Assignment
Your answer should be the exact lines of the data below from the one containing "This screenshot has" through the one containing "Locate an element"; please include nothing else.

Data for analysis
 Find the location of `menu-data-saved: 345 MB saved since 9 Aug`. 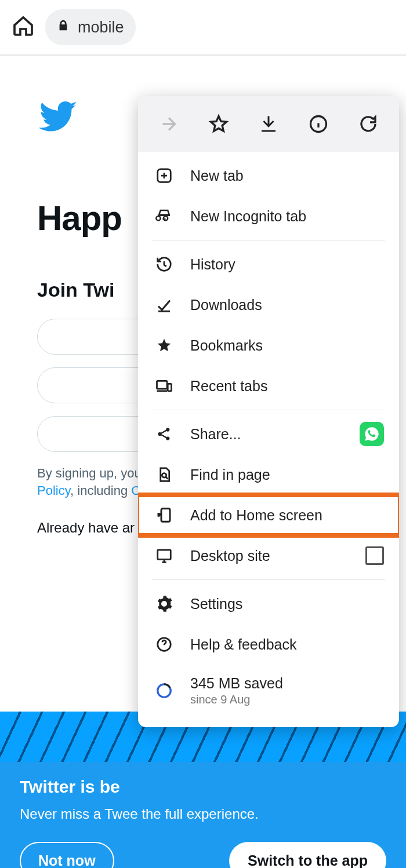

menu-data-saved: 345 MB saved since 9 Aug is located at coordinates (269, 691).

==

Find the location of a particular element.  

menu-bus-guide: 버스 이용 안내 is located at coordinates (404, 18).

---

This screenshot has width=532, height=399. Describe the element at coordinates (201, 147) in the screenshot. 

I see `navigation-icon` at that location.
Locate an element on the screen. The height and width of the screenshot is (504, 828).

Task response
This screenshot has width=532, height=399. Describe the element at coordinates (201, 147) in the screenshot. 

I see `navigation-icon` at that location.
Locate an element on the screen. The height and width of the screenshot is (504, 828).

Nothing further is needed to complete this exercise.